In Part 2 of our series "Pedaling Lincoln Highway," author Dan Libman stops at the corner of Lincoln and Lincoln in downtown Rochelle. There, he visits a vintage Standard Oil station - the first on Lincoln Highway in Illinois. Click the above "Audio" link to hear Libman's interview with Ross Freier, director of Rochelle Tourism, inside the filling station. Libman's essay continues below:
Lincoln Highway may no longer be an intact transnational highway, but it remains a well-marked route — with commemorative plaques, posts with red and white stripes, road signs, and even interactive gazebos. Most fun are the billboard-sized murals on the sides of buildings in the towns along the way. Heading east from Franklin Grove toward Rochelle, the original route splits away from the current Route 38 and becomes an easy dirt road between railroad tracks and farmland. This isn’t even a gravel road but hard, compact dirt — almost clay. On the cold March afternoon I pedaled on it, the road was frozen in spots and small patches of dirty snow remained. To my right were empty fields with stumps of corn stalks still waiting for the plow.
One of the nice things about being on this dirt road on a bicycle is that, for about three miles, it’s possible to even replicate the speed of the original Lincoln Highway. Despite the scarcity of long open roads, speed limits were as much on the mind in 1913 as they are to the motorist of 2013.
A popular single-reel comedy, “Matrimony’s Speed Limit,” released in 1913, told the story of a man desperately trying to get anyone to marry him before an appointed deadline so he won’t lose his inheritance. I won’t give away the ending, nor will I be able to share any clips of this film on the radio as it is, of course, silent. However, it is available in its entirety on YouTube. Although most municipalities already had local speed limits on the books, a national speed law had just come into existence a few years earlier, making the limit 15 m.p.h. License plates were first mandated in 1907, along with an increased speed limit of 20 m.p.h. By 1913, when Lincoln Highway was open, cars were permitted — though not recommended — to go at the ridiculously fast speed of 25 miles per hour.
Coming in from the dirt road, Ashton opens up to be another lovely Illinois town of homes and porches, lawns and trees, a small downtown featuring a bar and a restaurant or two, large grain elevators, and a mural right in the center of the commercial area. The art features the Lincoln Highway’s red-white-and-blue logo, and information on the “pavement jubilee” in 1921 — the paving of the Highway which, according to the mural, attracted more than ten thousand visitors to Ashton.
Continuing east toward Rochelle, the highway turns north for a bit and ascends a very low-grade hill, so low cars in 2013 barely feel a difference. On a bike, you notice the extra effort required to pedal and surely the cars in 1913 would feel the shudder of the extra gasoline required to get up that incline toward Chana Road and Flagg Center. At the top of the hill, today’s traveler sees for the first time a feature of the landscape that didn’t exist one hundred years ago: the twin cooling towers serenely puffing away from the nuclear plant in Byron.
Heading into Rochelle on Lincoln Highway, the farmland gives way to more industrial concerns; research stations and distribution centers fill the landscape. In 1915, the soon-to-be-famous writer Emily Post found herself traveling these same roads on assignment from a magazine to travel coast to coast. Outside Chicago, she and her crew decided to drive the Lincoln Highway only to find themselves hopelessly stuck in mud just outside Rochelle. It took two days and one helpful fire department to get Miss Post and her companions unstuck — 48 hours in which the writer found the Hub City to be, “the sweetest, cleanest, newest little town imaginable,” and she compared the Collier Inn, where she and her group stayed for the two days, to the Ritz Hotel in New York.
I found Rochelle kind of sweet as well. The Collier Inn is long gone but, as I biked the downtown area, I noticed that — like Sterling — waves of immigration have made Rochelle a vibrantly fascinating town. The Lincoln Highway takes a strange turn in the center of the downtown at the corner of Lincoln Highway and Lincoln Avenue. It’s reminiscent of where Route 66 turns toward California and crosses itself, making the notorious intersection of Route 66 and Route 66 in Albuquerque, New Mexico. Here at Rochelle’s Lincoln and Lincoln sits a former visitor’s center converted from an old Standard Oil gas station. The new visitor’s center has moved to a tonier part of Rochelle, but the old edifice still stands — an ersatz memorial to a more nostalgic time when old buildings were routinely renovated to look like even older buildings. Four commemorative cement posts stand at the intersection, looking something like oversized rooks on a chess board, each with a Lincoln medallion and a blue directional arrow. I took pictures in front of them before ambling over to one of the saloons across the street to fortify myself for the next leg of the journey.
Dan Libman's journey continues Friday when he visits the Creston Opera House, and Lincoln Highway's first "seedling mile" in Malta. Listen during Morning Edition after NPR news at 6:30 & 8:30. Then come back here for more pictures of the journey, and to read Libman's full essay.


**Task description**
Copy each line of the records that holds the string "panel".

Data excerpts

◆ ◆ ◆ ◆ ◆ ◆ ◆

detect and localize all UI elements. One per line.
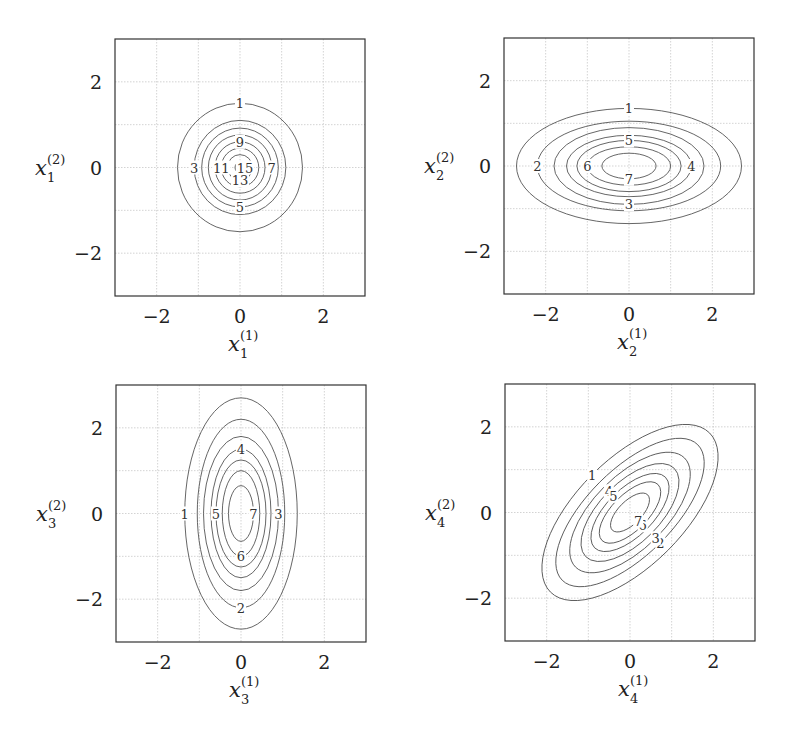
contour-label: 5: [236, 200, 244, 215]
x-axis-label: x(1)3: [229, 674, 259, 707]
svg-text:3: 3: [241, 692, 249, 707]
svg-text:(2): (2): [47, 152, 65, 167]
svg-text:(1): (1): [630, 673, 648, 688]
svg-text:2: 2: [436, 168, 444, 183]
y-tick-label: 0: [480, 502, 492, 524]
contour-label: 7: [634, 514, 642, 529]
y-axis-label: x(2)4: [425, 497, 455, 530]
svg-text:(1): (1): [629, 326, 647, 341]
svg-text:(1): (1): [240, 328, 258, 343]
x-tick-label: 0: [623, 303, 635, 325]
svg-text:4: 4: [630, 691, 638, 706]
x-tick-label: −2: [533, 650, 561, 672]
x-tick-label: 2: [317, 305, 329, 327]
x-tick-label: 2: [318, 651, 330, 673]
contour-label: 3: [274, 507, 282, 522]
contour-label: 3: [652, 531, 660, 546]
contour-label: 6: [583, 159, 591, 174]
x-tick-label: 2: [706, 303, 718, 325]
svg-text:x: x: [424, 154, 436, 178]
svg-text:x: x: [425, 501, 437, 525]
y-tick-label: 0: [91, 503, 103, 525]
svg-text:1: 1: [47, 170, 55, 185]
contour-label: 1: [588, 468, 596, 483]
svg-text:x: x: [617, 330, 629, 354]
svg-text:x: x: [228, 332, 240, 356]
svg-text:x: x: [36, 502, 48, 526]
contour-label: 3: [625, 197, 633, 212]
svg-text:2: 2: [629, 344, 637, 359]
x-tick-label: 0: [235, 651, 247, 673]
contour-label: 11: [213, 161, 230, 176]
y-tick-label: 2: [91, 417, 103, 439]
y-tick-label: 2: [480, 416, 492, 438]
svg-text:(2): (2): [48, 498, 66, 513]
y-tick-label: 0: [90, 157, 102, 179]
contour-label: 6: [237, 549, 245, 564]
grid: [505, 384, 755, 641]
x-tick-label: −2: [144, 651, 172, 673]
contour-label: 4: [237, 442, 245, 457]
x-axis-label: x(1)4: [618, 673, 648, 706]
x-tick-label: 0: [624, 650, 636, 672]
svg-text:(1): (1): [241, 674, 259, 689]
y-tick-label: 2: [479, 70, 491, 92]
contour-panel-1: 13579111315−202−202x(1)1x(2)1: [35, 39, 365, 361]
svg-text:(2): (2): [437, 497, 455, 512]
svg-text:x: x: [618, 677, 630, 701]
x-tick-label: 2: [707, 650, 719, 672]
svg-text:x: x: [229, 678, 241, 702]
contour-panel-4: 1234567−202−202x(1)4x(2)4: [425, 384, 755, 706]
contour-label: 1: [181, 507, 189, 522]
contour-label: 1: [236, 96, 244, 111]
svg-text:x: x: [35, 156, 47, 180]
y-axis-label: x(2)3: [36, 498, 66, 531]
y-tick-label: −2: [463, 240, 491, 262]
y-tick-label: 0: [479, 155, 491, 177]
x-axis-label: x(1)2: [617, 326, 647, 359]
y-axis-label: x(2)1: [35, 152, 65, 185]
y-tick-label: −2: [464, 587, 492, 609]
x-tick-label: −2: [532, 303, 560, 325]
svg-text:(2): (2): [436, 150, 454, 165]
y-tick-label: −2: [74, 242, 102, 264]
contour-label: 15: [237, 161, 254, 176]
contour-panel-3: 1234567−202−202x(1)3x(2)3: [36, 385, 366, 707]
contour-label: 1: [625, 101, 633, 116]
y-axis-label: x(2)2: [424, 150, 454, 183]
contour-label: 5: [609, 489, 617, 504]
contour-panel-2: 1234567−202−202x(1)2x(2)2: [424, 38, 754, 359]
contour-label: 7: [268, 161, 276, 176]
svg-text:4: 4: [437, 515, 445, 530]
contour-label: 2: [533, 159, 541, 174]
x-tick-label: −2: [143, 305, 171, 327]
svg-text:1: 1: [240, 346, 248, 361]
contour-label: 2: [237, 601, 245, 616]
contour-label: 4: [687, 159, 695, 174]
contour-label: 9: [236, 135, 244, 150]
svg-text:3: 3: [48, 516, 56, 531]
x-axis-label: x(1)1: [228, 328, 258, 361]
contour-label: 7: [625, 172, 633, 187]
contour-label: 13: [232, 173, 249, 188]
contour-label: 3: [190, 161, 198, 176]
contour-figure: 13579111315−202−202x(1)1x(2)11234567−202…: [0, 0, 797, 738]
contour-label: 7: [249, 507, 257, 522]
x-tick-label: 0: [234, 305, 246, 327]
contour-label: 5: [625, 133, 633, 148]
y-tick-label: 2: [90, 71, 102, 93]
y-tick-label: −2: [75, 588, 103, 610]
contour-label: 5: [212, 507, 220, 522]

◆ ◆ ◆ ◆ ◆ ◆ ◆

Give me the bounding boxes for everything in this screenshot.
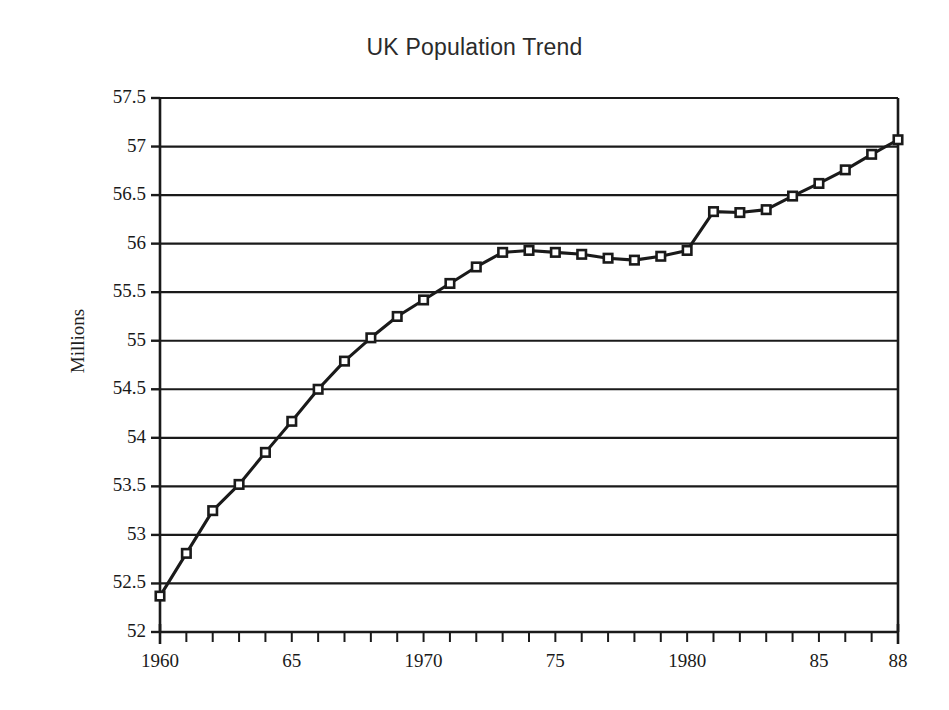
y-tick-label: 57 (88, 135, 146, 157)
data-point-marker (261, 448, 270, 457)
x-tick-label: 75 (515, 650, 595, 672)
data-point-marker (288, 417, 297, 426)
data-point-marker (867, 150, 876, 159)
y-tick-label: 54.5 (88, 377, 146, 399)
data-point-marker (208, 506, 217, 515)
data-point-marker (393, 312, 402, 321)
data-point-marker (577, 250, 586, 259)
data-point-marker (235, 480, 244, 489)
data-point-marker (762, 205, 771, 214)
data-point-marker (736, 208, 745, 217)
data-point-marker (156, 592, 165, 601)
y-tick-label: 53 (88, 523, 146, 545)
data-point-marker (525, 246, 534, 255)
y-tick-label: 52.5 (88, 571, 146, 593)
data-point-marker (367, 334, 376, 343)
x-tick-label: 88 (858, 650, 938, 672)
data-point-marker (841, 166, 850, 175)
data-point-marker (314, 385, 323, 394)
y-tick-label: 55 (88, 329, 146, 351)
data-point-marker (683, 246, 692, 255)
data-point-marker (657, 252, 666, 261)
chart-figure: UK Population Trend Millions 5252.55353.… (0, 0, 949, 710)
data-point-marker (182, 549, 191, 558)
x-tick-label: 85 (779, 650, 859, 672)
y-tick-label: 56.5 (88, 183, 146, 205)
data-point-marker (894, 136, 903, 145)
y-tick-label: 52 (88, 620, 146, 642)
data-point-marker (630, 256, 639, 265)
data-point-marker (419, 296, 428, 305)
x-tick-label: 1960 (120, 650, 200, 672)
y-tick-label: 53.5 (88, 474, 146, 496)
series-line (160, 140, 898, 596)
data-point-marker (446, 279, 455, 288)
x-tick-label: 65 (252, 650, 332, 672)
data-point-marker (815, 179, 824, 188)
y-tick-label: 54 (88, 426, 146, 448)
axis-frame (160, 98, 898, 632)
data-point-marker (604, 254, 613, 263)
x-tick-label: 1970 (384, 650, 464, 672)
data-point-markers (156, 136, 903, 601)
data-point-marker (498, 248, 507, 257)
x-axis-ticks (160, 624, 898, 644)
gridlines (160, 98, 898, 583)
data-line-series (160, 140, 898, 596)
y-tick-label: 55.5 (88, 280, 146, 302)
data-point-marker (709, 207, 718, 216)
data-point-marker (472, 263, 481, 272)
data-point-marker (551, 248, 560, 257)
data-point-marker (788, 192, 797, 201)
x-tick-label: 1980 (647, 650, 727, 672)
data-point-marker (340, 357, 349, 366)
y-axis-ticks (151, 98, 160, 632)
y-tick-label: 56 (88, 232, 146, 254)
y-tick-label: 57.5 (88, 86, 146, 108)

◆ ◆ ◆ ◆ ◆ ◆ ◆

**Task response**
contour-panel-1: 13579111315−202−202x(1)1x(2)1: [35, 39, 365, 361]
contour-panel-4: 1234567−202−202x(1)4x(2)4: [425, 384, 755, 706]
contour-panel-3: 1234567−202−202x(1)3x(2)3: [36, 385, 366, 707]
contour-panel-2: 1234567−202−202x(1)2x(2)2: [424, 38, 754, 359]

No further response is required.